Sunday, March 20, 2011

Asterios Polyp

One of the most acclaimed graphic novels of 2009, Asterios Polyp is a beautiful, moving exercise in graphic storytelling. The story literally starts with a bang, as a lightning bolt strikes Asterios's apartment building and burns it to the ground. He gathers three items before he flees, a lighter, a Swiss Army knife, and a wristwatch. Bound by nothing, he uses what little money he has left to buy a bus ticket as far out of town as he can get. The rest of the narrative cuts between his past and his present, detailing his marriage, his childhood, his divorce, his attempts to reinvent himself as a mechanic, his self-absorbed behavior as a professor, and his repeated need to look at the word in binaries.

The constant changes in time still follow a strong narrative thread and contain a great number of human, emotive details. David Mazzucchelli's style is both static and radically different as suits the story. An example of this variety can be seen in this sample page:

As he writes in his bio, Mazzucchelli has been drawing comics his whole life. He began his career with very notable collaborations with Frank Miller on Batman and Daredevil, but he has worked on creator-owned works such as Rubber Blanket as well as a graphic adaptation of Paul Auster's novel City of Glass. This is his first graphic novel. This interview details much information about his career, focusing on specific works as well as his craft as a whole.

Asterios Polyp is a highly regarded book that won the Reuben, Harvey, and Eisner Awards for Best Original Graphic Novel. It also won a coveted Grand Jury Prize at the Angoulême International Comics Festival. Douglas Wolk wrote in his New York Times Book Review that the book was “a dazzling, expertly constructed entertainment, even as it’s maddening and even suffocating at times." New York Magazine's Dan Kois appreciates that Mazzucchelli created a book that reads like a great graphic novel and not "like a treatment for a future movie deal." Entertainment Weekly's Sean Howe called it "sprawling, trippy, moving, and a hell of a lot of fun."

This book was published by Pantheon Books. A 8-page preview is available here from New York Magazine.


Exercise details ▸ Please reproduce all the data exactly as written and omit the pictures.
==== Recorded data
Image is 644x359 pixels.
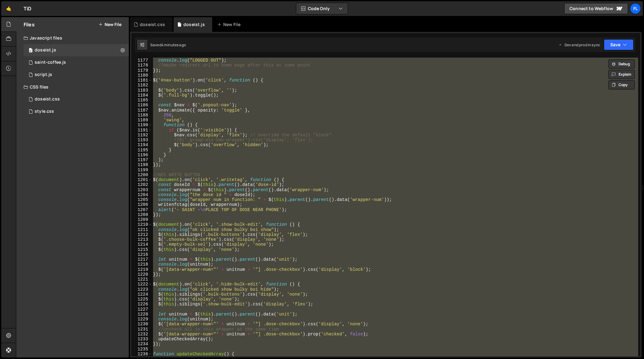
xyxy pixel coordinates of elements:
div: 1217 [131,257,152,262]
div: 1231 [131,327,152,332]
div: 1235 [131,346,152,352]
div: 1236 [131,352,152,357]
div: 1233 [131,337,152,341]
div: 1186 [131,102,152,108]
button: Code Only [296,3,347,14]
div: 4604/27020.js [24,56,129,69]
div: 1222 [131,282,152,287]
div: 1185 [131,98,152,102]
div: 1210 [131,222,152,227]
button: Explain [608,70,634,79]
div: 1197 [131,158,152,162]
div: 1180 [131,73,152,78]
div: doseist.css [139,21,165,27]
div: 1227 [131,307,152,312]
div: 1198 [131,162,152,167]
div: 1220 [131,272,152,277]
div: 1204 [131,192,152,198]
div: 1226 [131,302,152,307]
div: 1191 [131,128,152,133]
div: 1201 [131,178,152,182]
div: 1213 [131,237,152,242]
div: New File [217,21,243,27]
button: Copy [608,80,634,89]
div: 1195 [131,147,152,153]
div: 4604/24567.js [24,69,129,81]
button: Save [603,39,633,50]
a: 🤙 [1,1,16,16]
div: 1200 [131,172,152,178]
div: 1199 [131,167,152,172]
div: 1202 [131,182,152,187]
div: 1193 [131,138,152,142]
div: CSS files [16,81,129,93]
div: saint-coffee.js [35,60,66,66]
a: Connect to Webflow [564,3,628,14]
div: 1188 [131,113,152,118]
div: 1183 [131,88,152,93]
div: 1207 [131,207,152,212]
div: 1214 [131,242,152,247]
div: style.css [35,109,54,114]
div: doseist.js [35,47,56,53]
div: 1225 [131,297,152,302]
h2: Files [24,21,35,28]
div: 1232 [131,332,152,337]
div: 1221 [131,277,152,282]
div: 1216 [131,252,152,257]
div: 1211 [131,227,152,232]
div: 1212 [131,232,152,237]
div: 1182 [131,83,152,88]
div: doseist.css [35,97,60,102]
div: 1208 [131,212,152,217]
div: 4604/37981.js [24,44,129,56]
div: 1223 [131,287,152,292]
div: 1179 [131,68,152,73]
div: 1196 [131,153,152,158]
div: TiD [24,5,31,13]
div: 1178 [131,63,152,68]
span: 0 [29,49,32,53]
div: 1203 [131,187,152,192]
div: 1177 [131,58,152,63]
div: 1234 [131,341,152,346]
div: 4604/25434.css [24,105,129,118]
button: New File [98,22,122,27]
div: Saved [150,42,186,47]
div: 1215 [131,247,152,252]
div: 1228 [131,312,152,317]
div: Javascript files [16,32,129,44]
div: 1218 [131,262,152,267]
div: 1184 [131,93,152,98]
div: 1206 [131,202,152,207]
div: doseist.js [183,21,205,27]
a: Fl [629,3,640,14]
div: 1192 [131,133,152,138]
div: 1194 [131,142,152,147]
div: 1230 [131,321,152,327]
div: Dev and prod in sync [558,42,600,47]
div: 1205 [131,198,152,202]
div: 1209 [131,217,152,222]
button: Debug [608,60,634,69]
div: 4 minutes ago [162,42,186,47]
div: 1181 [131,78,152,83]
div: 1187 [131,108,152,113]
div: 4604/42100.css [24,93,129,105]
div: 1224 [131,292,152,297]
div: 1190 [131,122,152,128]
div: 1189 [131,118,152,122]
div: script.js [35,72,52,77]
div: 1219 [131,267,152,272]
div: 1229 [131,317,152,321]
========
Written solution ▸
Image is 644x359 pixels.
xyxy pixel coordinates of elements:
div: 1217 [131,257,152,262]
div: 1231 [131,327,152,332]
div: 1235 [131,346,152,352]
div: 1236 [131,352,152,357]
div: 1233 [131,337,152,341]
div: 1186 [131,102,152,108]
button: Code Only [296,3,347,14]
div: 4604/27020.js [24,56,129,69]
div: 1222 [131,282,152,287]
div: 1185 [131,98,152,102]
div: 1210 [131,222,152,227]
button: Explain [608,70,634,79]
div: 1197 [131,158,152,162]
div: 1180 [131,73,152,78]
div: doseist.css [139,21,165,27]
div: 1227 [131,307,152,312]
div: 1198 [131,162,152,167]
div: 1220 [131,272,152,277]
div: 1204 [131,192,152,198]
div: 1226 [131,302,152,307]
div: 1191 [131,128,152,133]
div: 1201 [131,178,152,182]
div: 1213 [131,237,152,242]
div: New File [217,21,243,27]
button: Copy [608,80,634,89]
div: 1195 [131,147,152,153]
div: 4604/24567.js [24,69,129,81]
button: Save [603,39,633,50]
a: 🤙 [1,1,16,16]
div: 1200 [131,172,152,178]
div: 1199 [131,167,152,172]
div: 1202 [131,182,152,187]
div: 1193 [131,138,152,142]
div: CSS files [16,81,129,93]
div: saint-coffee.js [35,60,66,66]
a: Connect to Webflow [564,3,628,14]
div: 1188 [131,113,152,118]
div: 1183 [131,88,152,93]
div: 1207 [131,207,152,212]
div: 1214 [131,242,152,247]
div: style.css [35,109,54,114]
div: doseist.js [35,47,56,53]
div: 1225 [131,297,152,302]
h2: Files [24,21,35,28]
div: 1232 [131,332,152,337]
div: 1221 [131,277,152,282]
div: 1216 [131,252,152,257]
div: 1211 [131,227,152,232]
div: 1212 [131,232,152,237]
div: 1182 [131,83,152,88]
div: doseist.css [35,97,60,102]
div: 1208 [131,212,152,217]
div: 4604/37981.js [24,44,129,56]
div: 1223 [131,287,152,292]
div: 1179 [131,68,152,73]
div: 1196 [131,153,152,158]
div: TiD [24,5,31,13]
div: 1178 [131,63,152,68]
span: 0 [29,49,32,53]
div: 1203 [131,187,152,192]
div: 1177 [131,58,152,63]
div: 1234 [131,341,152,346]
div: 4604/25434.css [24,105,129,118]
button: New File [98,22,122,27]
div: Saved [150,42,186,47]
div: 1215 [131,247,152,252]
div: 1228 [131,312,152,317]
div: Javascript files [16,32,129,44]
div: 1218 [131,262,152,267]
div: 1184 [131,93,152,98]
div: 1206 [131,202,152,207]
div: doseist.js [183,21,205,27]
a: Fl [629,3,640,14]
div: 1192 [131,133,152,138]
div: 1194 [131,142,152,147]
div: 1230 [131,321,152,327]
div: Dev and prod in sync [558,42,600,47]
div: 1205 [131,198,152,202]
div: 1209 [131,217,152,222]
button: Debug [608,60,634,69]
div: 4 minutes ago [162,42,186,47]
div: 1181 [131,78,152,83]
div: 1187 [131,108,152,113]
div: 4604/42100.css [24,93,129,105]
div: 1224 [131,292,152,297]
div: 1190 [131,122,152,128]
div: 1189 [131,118,152,122]
div: script.js [35,72,52,77]
div: 1219 [131,267,152,272]
div: 1229 [131,317,152,321]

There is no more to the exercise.